John Holm – My Grandfather

John & Victoria Holm at Home

John & Victoria Holm at Home

My grandfather John Holm passed away August 31, 1951, just a little more than a year before I was born.  As a result he is the grandparent I know the least about.

Because of this, I should start this with the facts I’ve found. John Holm (no middle name) was born September 22, 1883 in Cologne, Carver County, MN the eldest child of John E Holm and Kathryn Ann Ranft. His parents were lifetime sweethearts, who defied the ethnic restrictions and combined their lives around their Swedish and German heritage. The blending of Swedish Lutheran Evangelism and Germanic Roman Catholicism resulted in my grandfather having a deep respect for education and a devotion to the lord. (Tempered with gusto for life enhanced by good German beers.)

In about 1883, he moved with his parents to the hills just west of Valley City. His father’s 1st cousin and boyhood friend, John Anderson, a real estate developer who controlled many sections of land, convinced John Erickson Holm to sell his mercantile in Cologne and bet it all on a new life in North Dakota. All went well until sometime in 1886 when a disastrous fire consumed the entire farm, sending my Grandfather and his family back to live with relatives in Minnesota. Ten years passed until John E Holm tried North Dakota again. (Although he didn’t officially move back to North Dakota till 1896 he actively worked the land near Cuba for many years during the summers leaving the family in Minnesota.) Together with his partner John Anderson he began another farming operation, this time on the flat treeless plains near Cuba, North Dakota (southeast of Valley City). Perhaps it was a testament to John E’s vision that he christened the area Meadow Grove Farm.

As a young teenager, John Jr. helped his father expand the farm to control many sections of land (A section of land is measured one mile long and one mile wide), while establishing a hardware/mercantile store serving the needs of the small Barnes County community. On November 11, 1911 John married Victoria Anna Schiele. Victoria had come to North Dakota to work on the Holm farm to help feed the growing group of hired hands that worked the expansive fields of wheat and durum that North Dakota was known for. Victoria was the sole remnant of her family, who joined the John Schug family when her widowed mother remarried. (John Schug was a cousin of Kathryn Ranft and many of Shug’s children came to North Dakota to work the Meadow Grove Farm).

Upon his marriage John and Victoria Holm were offered their choice of a section of land or the Cuba Mercantile. (It was a source of pride for my Great Grandfather that he had accumulated enough land to marry off each of his children and provide them with their own farm.) Rightly or wrongly John chose to farm and settled with his bride in Norma Township, just southwest of Cuba, ND.

John and Victoria had five children, Dorothy Anna Storbeck, Lucille Mary Kunze, my father Clarence Louis Holm, Evelyn Catherine Grant and Walter Ervin Holm. In each, John and Victoria established a strong work ethic, a love of the teachings of the Catholic Church, along with dreams of adventure and a taste for strong beer. (There seems to be a pattern evolving here)

From federal censuses I can track the family’s growth as sons and daughters married and either left the farm or stayed on the expanding farm. The original farm grew to three sections and provided shelter and sustenance for all who stayed.

From stories I’ve been told, my grandfather enjoyed life and took relish in simple pleasures, like capturing the images of farm life with his camera and tripod or driving with his grandchildren with long cane poles tied to the car, pursuing the wily “Sunnies” that inhabited the nearby Sheyenne River that flowed through the valley just west of his farm. From photos I glimpse a man, well-rounded from good German cooking served with plenty of Swedish meatballs along with an occasional touch of Lutefisk and a side of apple flavored sauerkraut.  If I look closely, I catch in his eyes a twinkle that he retained in the face of a life that included his share of challenges.

I don’t recall my father speaking much of his dad, other than the time my mother decided I should shave off a youthful mustache I had grown in the summer of my senior year of high school. While she went on and on about how horrible it looked and how it would reflect badly on me when I went looking for work, my father waited patiently for the storm to pass and stated, “I never saw my father without a mustache and if a son of mine wants to grow one that would be his decision.” My mother never spoke of my choice of facial hair again.

While I can’t say for certain that he was without faults, I can tell you I know my father loved and respected him and missed him dearly when he was gone.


Identify all lines below that hold "accept" and collect them.

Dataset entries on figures
↓

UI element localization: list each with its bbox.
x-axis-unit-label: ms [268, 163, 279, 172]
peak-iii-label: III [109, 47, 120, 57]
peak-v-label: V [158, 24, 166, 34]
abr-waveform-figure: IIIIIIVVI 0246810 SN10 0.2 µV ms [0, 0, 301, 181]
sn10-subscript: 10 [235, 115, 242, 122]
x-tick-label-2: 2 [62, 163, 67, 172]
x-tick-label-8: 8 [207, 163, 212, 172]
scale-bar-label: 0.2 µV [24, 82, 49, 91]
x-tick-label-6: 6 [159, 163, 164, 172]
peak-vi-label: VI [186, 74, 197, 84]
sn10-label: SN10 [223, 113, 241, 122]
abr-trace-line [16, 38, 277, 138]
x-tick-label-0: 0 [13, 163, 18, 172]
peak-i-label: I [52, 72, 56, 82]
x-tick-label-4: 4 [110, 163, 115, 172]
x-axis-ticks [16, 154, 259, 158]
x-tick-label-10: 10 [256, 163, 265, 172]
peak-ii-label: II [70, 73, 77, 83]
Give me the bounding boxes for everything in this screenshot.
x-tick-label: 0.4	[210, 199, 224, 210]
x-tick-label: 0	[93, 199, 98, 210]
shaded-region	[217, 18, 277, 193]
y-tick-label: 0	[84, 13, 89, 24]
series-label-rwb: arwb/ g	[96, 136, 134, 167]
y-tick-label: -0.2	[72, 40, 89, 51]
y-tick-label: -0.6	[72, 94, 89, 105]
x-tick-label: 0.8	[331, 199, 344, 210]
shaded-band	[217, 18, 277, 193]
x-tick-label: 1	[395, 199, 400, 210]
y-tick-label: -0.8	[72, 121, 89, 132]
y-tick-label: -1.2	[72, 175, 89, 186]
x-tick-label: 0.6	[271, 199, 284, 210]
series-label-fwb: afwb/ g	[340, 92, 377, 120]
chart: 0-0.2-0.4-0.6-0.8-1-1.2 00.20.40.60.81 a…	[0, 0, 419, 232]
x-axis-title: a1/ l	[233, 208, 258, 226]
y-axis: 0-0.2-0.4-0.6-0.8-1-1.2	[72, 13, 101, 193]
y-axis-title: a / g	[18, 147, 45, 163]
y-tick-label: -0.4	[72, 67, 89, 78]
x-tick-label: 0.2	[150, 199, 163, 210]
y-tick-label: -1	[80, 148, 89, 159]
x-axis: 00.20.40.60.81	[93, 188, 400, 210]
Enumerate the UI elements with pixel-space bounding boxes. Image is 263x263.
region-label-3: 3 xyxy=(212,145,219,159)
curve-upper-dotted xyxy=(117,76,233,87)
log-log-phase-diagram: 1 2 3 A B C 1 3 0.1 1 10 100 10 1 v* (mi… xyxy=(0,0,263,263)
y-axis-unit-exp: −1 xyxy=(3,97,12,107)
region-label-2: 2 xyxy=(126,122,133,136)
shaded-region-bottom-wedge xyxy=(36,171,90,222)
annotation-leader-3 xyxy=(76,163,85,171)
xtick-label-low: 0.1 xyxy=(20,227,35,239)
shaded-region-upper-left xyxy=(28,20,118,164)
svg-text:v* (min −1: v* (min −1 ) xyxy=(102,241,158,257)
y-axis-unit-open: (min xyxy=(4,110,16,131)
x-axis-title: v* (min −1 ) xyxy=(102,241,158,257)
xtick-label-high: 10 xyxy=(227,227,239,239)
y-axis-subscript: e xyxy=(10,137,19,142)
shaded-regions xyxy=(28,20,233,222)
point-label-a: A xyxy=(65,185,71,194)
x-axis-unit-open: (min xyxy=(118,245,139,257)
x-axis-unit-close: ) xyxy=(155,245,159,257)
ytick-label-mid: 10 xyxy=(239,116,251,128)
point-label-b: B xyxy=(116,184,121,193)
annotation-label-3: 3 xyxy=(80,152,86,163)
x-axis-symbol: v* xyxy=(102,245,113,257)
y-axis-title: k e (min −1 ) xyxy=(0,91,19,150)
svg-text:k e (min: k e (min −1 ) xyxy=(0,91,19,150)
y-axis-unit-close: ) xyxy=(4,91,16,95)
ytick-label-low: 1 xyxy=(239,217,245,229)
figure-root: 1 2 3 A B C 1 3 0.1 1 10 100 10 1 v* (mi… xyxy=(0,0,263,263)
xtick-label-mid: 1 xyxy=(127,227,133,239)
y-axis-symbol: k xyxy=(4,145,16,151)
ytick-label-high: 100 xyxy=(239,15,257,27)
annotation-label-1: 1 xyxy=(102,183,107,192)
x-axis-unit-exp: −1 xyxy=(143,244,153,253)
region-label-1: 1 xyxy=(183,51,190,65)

↑
↓

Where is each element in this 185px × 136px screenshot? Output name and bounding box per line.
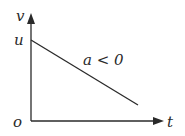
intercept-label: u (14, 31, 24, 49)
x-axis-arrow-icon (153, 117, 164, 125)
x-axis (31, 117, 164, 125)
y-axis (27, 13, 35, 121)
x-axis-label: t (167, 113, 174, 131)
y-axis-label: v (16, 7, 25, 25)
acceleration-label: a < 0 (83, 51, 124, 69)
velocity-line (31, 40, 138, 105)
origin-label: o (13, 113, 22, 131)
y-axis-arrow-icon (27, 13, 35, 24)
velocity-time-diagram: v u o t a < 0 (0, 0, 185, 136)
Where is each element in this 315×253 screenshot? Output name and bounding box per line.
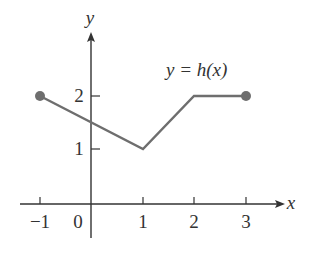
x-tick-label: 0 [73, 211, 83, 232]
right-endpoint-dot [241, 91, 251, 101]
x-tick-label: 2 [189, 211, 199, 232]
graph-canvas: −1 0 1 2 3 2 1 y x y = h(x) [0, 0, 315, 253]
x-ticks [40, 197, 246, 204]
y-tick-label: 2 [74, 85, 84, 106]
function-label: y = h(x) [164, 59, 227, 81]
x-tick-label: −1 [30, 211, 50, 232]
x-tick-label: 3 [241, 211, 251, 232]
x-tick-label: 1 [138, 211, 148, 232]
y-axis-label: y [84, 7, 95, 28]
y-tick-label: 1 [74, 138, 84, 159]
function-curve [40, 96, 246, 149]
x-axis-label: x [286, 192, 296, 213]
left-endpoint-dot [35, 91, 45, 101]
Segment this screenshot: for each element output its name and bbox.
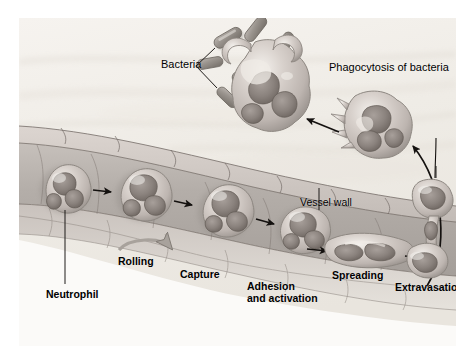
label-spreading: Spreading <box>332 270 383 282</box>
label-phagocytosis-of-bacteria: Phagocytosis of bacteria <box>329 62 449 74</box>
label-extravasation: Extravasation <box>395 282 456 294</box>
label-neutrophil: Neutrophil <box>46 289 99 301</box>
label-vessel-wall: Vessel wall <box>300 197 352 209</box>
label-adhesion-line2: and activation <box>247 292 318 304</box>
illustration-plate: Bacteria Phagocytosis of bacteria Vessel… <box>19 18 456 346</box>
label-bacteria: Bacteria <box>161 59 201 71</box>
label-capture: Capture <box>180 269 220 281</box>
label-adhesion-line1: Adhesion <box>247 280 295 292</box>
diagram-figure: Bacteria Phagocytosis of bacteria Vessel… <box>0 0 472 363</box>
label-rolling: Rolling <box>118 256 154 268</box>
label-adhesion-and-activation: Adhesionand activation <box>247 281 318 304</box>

↑
↓

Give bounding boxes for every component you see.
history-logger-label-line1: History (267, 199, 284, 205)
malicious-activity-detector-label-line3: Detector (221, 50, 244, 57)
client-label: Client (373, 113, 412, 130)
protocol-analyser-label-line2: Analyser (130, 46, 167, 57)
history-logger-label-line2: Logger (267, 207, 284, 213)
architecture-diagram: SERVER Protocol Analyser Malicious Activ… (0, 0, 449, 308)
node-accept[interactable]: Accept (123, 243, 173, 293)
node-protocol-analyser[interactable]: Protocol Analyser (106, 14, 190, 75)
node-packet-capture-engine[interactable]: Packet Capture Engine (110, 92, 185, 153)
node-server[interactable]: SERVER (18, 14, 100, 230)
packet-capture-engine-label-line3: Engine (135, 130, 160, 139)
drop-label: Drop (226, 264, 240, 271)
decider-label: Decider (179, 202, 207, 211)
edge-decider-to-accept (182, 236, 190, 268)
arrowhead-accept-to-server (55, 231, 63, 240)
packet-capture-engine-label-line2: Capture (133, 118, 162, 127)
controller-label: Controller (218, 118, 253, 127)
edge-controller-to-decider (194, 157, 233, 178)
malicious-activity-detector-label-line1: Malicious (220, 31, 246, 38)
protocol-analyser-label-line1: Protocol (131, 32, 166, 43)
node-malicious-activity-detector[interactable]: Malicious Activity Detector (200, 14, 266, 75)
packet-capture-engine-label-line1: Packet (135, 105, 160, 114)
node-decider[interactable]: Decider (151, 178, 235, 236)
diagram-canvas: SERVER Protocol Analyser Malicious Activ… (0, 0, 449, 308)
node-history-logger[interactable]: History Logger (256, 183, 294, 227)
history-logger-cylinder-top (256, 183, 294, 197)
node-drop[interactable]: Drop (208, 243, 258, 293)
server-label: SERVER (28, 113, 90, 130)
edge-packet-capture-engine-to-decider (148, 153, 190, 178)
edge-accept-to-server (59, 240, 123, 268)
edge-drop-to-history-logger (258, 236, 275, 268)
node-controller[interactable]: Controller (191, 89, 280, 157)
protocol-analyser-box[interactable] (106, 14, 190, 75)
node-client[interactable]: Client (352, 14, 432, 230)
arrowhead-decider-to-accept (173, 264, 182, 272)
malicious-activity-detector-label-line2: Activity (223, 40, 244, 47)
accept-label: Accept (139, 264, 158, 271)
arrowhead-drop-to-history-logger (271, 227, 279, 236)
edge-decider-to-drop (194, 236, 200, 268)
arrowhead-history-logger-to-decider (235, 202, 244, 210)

↑

Completed exercise:
node-accept[interactable]: Accept (123, 243, 173, 293)
edge-decider-to-accept (182, 236, 190, 268)
arrowhead-accept-to-server (55, 231, 63, 240)
edge-accept-to-server (59, 240, 123, 268)
arrowhead-decider-to-accept (173, 264, 182, 272)
accept-label: Accept (139, 264, 158, 271)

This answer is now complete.